Malcolm Stern:So where are you now with it? But actually it feels like you, like you're on the other side.
Camilla Balshaw:Yeah, completely healthy and don't have any pain, and you know so and that sort of. From my 40s, early 40s onwards, things started to really shift and I didn't go down any invasive medical surgeries. I was told to have a hysterectomy when I was very young and just thought no, I'm not, um, so for me I mean I use the word lucky with endometriosis, I just like I say I think I I yoga, meditation, acupuncture.
Malcolm Stern:knowing that this would pass helped me it's interesting because you say it burned itself out. But my guess is that somewhere along the way you actually found a way of putting yourself in alignment that actually helped it. It passed through you as well yeah, very true.
Camilla Balshaw:Yeah, I also. I went. I said, well, I saw a very interesting um acupuncturist I think I was in London, back in London at this point and he asked a question no one had asked and he said well, why do you think you have endometriosis, why do you think you have this pelvic pain?
Malcolm Stern:um, and I thought that was such an interesting question well, it allows there to be a psychological realm as well to our illnesses. Yes, yeah.

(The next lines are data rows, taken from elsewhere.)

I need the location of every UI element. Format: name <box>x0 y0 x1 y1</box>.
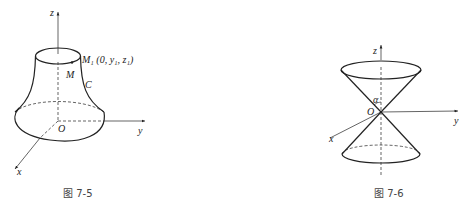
lower-cone-left-edge <box>342 112 381 154</box>
left-profile <box>15 56 36 112</box>
y-label: y <box>453 115 459 126</box>
origin-label: O <box>367 106 374 117</box>
point-m1-label: M₁ (0, y₁, z₁) <box>81 54 134 66</box>
x-axis <box>15 138 40 169</box>
y-axis <box>381 111 458 112</box>
x-label: x <box>328 133 334 144</box>
caption-7-6: 图 7-6 <box>374 188 404 199</box>
origin-label: O <box>58 123 65 134</box>
curve-c-label: C <box>85 79 92 90</box>
figure-7-5: z y x O M₁ (0, y₁, z₁) M C 图 7-5 <box>15 7 145 199</box>
caption-7-5: 图 7-5 <box>63 188 93 199</box>
y-label: y <box>137 125 143 136</box>
x-axis-hidden <box>40 121 58 138</box>
point-m-dot <box>71 61 73 63</box>
z-label: z <box>49 7 54 18</box>
figure-7-6: z y x O α 图 7-6 <box>328 45 459 199</box>
lower-cone-right-edge <box>381 112 420 154</box>
diagram-canvas: z y x O M₁ (0, y₁, z₁) M C 图 7-5 z y x O… <box>0 0 469 210</box>
bottom-circle-back <box>15 102 104 113</box>
upper-cone-left-edge <box>341 70 381 112</box>
point-m-label: M <box>65 69 75 80</box>
upper-cone-right-edge <box>381 70 421 112</box>
x-label: x <box>16 166 22 177</box>
z-label: z <box>372 45 377 56</box>
angle-label: α <box>373 94 379 105</box>
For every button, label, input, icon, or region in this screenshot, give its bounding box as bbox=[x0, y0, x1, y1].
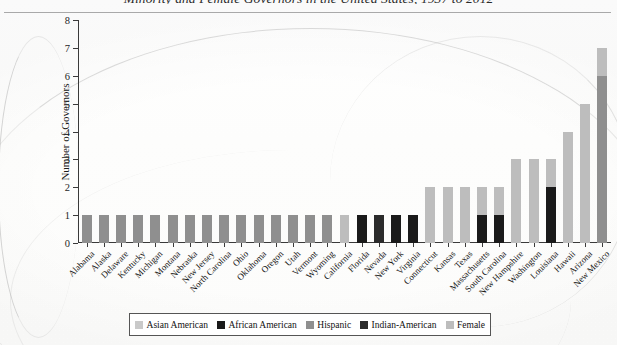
x-tick-14 bbox=[327, 243, 328, 247]
x-tick-18 bbox=[396, 243, 397, 247]
bar-arizona[interactable] bbox=[580, 104, 590, 243]
bar-new-hampshire[interactable] bbox=[511, 159, 521, 243]
bar-virginia[interactable] bbox=[408, 215, 418, 243]
x-tick-29 bbox=[585, 243, 586, 247]
bar-segment-hispanic bbox=[185, 215, 195, 243]
bar-segment-hispanic bbox=[254, 215, 264, 243]
bar-segment-female bbox=[546, 159, 556, 187]
x-tick-28 bbox=[568, 243, 569, 247]
bar-hawaii[interactable] bbox=[563, 132, 573, 244]
bar-north-carolina[interactable] bbox=[219, 215, 229, 243]
chart-plot-area: Number of Governors 012345678 AlabamaAla… bbox=[78, 20, 611, 243]
y-tick-2 bbox=[73, 187, 78, 188]
bar-montana[interactable] bbox=[168, 215, 178, 243]
y-tick-label-8: 8 bbox=[65, 15, 70, 26]
y-tick-label-4: 4 bbox=[65, 126, 70, 137]
bar-michigan[interactable] bbox=[150, 215, 160, 243]
bar-segment-hispanic bbox=[597, 76, 607, 243]
bar-texas[interactable] bbox=[460, 187, 470, 243]
bar-ohio[interactable] bbox=[236, 215, 246, 243]
y-tick-8 bbox=[73, 20, 78, 21]
y-tick-label-6: 6 bbox=[65, 70, 70, 81]
legend-label: African American bbox=[229, 320, 297, 330]
bar-california[interactable] bbox=[340, 215, 350, 243]
x-tick-12 bbox=[293, 243, 294, 247]
bar-segment-hispanic bbox=[202, 215, 212, 243]
bar-segment-african-american bbox=[391, 215, 401, 243]
bar-segment-african-american bbox=[546, 187, 556, 243]
legend-swatch-icon bbox=[446, 321, 454, 329]
y-axis-line bbox=[78, 20, 79, 243]
bar-segment-female bbox=[597, 48, 607, 76]
y-tick-6 bbox=[73, 76, 78, 77]
x-tick-15 bbox=[345, 243, 346, 247]
bar-segment-african-american bbox=[494, 215, 504, 243]
bar-oklahoma[interactable] bbox=[254, 215, 264, 243]
x-tick-24 bbox=[499, 243, 500, 247]
bar-segment-hispanic bbox=[219, 215, 229, 243]
bar-south-carolina[interactable] bbox=[494, 187, 504, 243]
bar-segment-female bbox=[340, 215, 350, 243]
legend-swatch-icon bbox=[306, 321, 314, 329]
x-tick-4 bbox=[155, 243, 156, 247]
y-tick-label-1: 1 bbox=[65, 210, 70, 221]
bar-alaska[interactable] bbox=[99, 215, 109, 243]
x-tick-11 bbox=[276, 243, 277, 247]
legend-item-hispanic[interactable]: Hispanic bbox=[306, 320, 351, 330]
y-tick-label-2: 2 bbox=[65, 182, 70, 193]
bar-segment-hispanic bbox=[150, 215, 160, 243]
legend-item-indian-american[interactable]: Indian-American bbox=[360, 320, 436, 330]
bar-segment-female bbox=[580, 104, 590, 243]
x-tick-10 bbox=[259, 243, 260, 247]
legend-label: Hispanic bbox=[317, 320, 351, 330]
bar-segment-indian-american bbox=[374, 215, 384, 243]
bar-massachusetts[interactable] bbox=[477, 187, 487, 243]
bar-new-jersey[interactable] bbox=[202, 215, 212, 243]
x-tick-22 bbox=[465, 243, 466, 247]
bar-kansas[interactable] bbox=[443, 187, 453, 243]
bar-washington[interactable] bbox=[529, 159, 539, 243]
legend-item-african-american[interactable]: African American bbox=[217, 320, 297, 330]
bar-segment-female bbox=[443, 187, 453, 243]
x-tick-6 bbox=[190, 243, 191, 247]
bar-kentucky[interactable] bbox=[133, 215, 143, 243]
legend-item-female[interactable]: Female bbox=[446, 320, 485, 330]
bar-segment-hispanic bbox=[99, 215, 109, 243]
bar-alabama[interactable] bbox=[82, 215, 92, 243]
x-tick-16 bbox=[362, 243, 363, 247]
legend-label: Female bbox=[457, 320, 485, 330]
x-tick-25 bbox=[516, 243, 517, 247]
x-tick-17 bbox=[379, 243, 380, 247]
bar-utah[interactable] bbox=[288, 215, 298, 243]
bar-delaware[interactable] bbox=[116, 215, 126, 243]
x-tick-27 bbox=[551, 243, 552, 247]
bar-oregon[interactable] bbox=[271, 215, 281, 243]
bar-segment-female bbox=[511, 159, 521, 243]
bar-louisiana[interactable] bbox=[546, 159, 556, 243]
x-tick-13 bbox=[310, 243, 311, 247]
bar-new-mexico[interactable] bbox=[597, 48, 607, 243]
x-tick-23 bbox=[482, 243, 483, 247]
bar-segment-hispanic bbox=[82, 215, 92, 243]
bar-segment-female bbox=[563, 132, 573, 244]
legend-label: Indian-American bbox=[372, 320, 437, 330]
bar-florida[interactable] bbox=[357, 215, 367, 243]
bar-segment-female bbox=[529, 159, 539, 243]
x-tick-2 bbox=[121, 243, 122, 247]
bar-wyoming[interactable] bbox=[322, 215, 332, 243]
chart-legend: Asian AmericanAfrican AmericanHispanicIn… bbox=[129, 313, 491, 336]
y-tick-label-3: 3 bbox=[65, 154, 70, 165]
bar-segment-female bbox=[477, 187, 487, 215]
bar-segment-hispanic bbox=[133, 215, 143, 243]
legend-item-asian-american[interactable]: Asian American bbox=[135, 320, 208, 330]
bar-nevada[interactable] bbox=[374, 215, 384, 243]
x-tick-5 bbox=[173, 243, 174, 247]
x-tick-8 bbox=[224, 243, 225, 247]
bar-nebraska[interactable] bbox=[185, 215, 195, 243]
bar-segment-hispanic bbox=[168, 215, 178, 243]
bar-connecticut[interactable] bbox=[425, 187, 435, 243]
bar-segment-african-american bbox=[408, 215, 418, 243]
bar-segment-female bbox=[494, 187, 504, 215]
bar-new-york[interactable] bbox=[391, 215, 401, 243]
bar-vermont[interactable] bbox=[305, 215, 315, 243]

Camilla Balshaw:So I didn't answer him straight away. I said I'll have to, I don't know, I think. I said I don't know and then I left his consultation room and then went back to my flat in I think we were living in London at the time and just really thought about it and thought, well, why, why have I got this pain? What's it telling me? Um, and I think maybe there were lots of emotional issues there around my dad, perhaps around family estrangement, around maybe naming. Who knows that I think I think sometimes our body, our body, can tell us or show us when there's a problem, when there's a blockage. I really do believe that. So I I went away really thinking, well, well, that's maybe why, maybe that's why.
Malcolm Stern:Yeah, that's lovely, camilla. So we're coming towards the end of our podcast and it's been a really lovely conversation. Consider we've never had a proper conversation, we've only met online before. But I just feel like I know you quite well from today's exploration and the question I ask at the end of the podcast is what's the particular dragon you've had to slay, what's the hurdle you've had to overcome to be who you are?
Camilla Balshaw:Wow, well, I think I think a big one for me actually is around reclaiming my birth name actually so the hence the book and hence your real exploration.
Camilla Balshaw:You're diving deep into that as well yeah, I think that has been huge and actually, um, taking ownership of my identity, in that the name on my birth certificate is who I am, not a name that my mum just happened to just like because it had two syllables Mandy, um, and really taking my name back, I think has been a journey and a half, because it encapsulates issues around identity and my dad and my Nigerian background, and now I think I've really I'm my mother and father's daughter.
Malcolm Stern:You know, I really feel You've actually found the way of weaving it all together through all of the adventures and struggle you've had. Yes, yeah, so much for being with us.
Camilla Balshaw:You're welcome. I've really enjoyed it. Malcolm, really lovely talking to you lovely.
Malcolm Stern:Thank you very much, camilla thank you very much.
Camilla Balshaw:Okay, thank you very much, take care.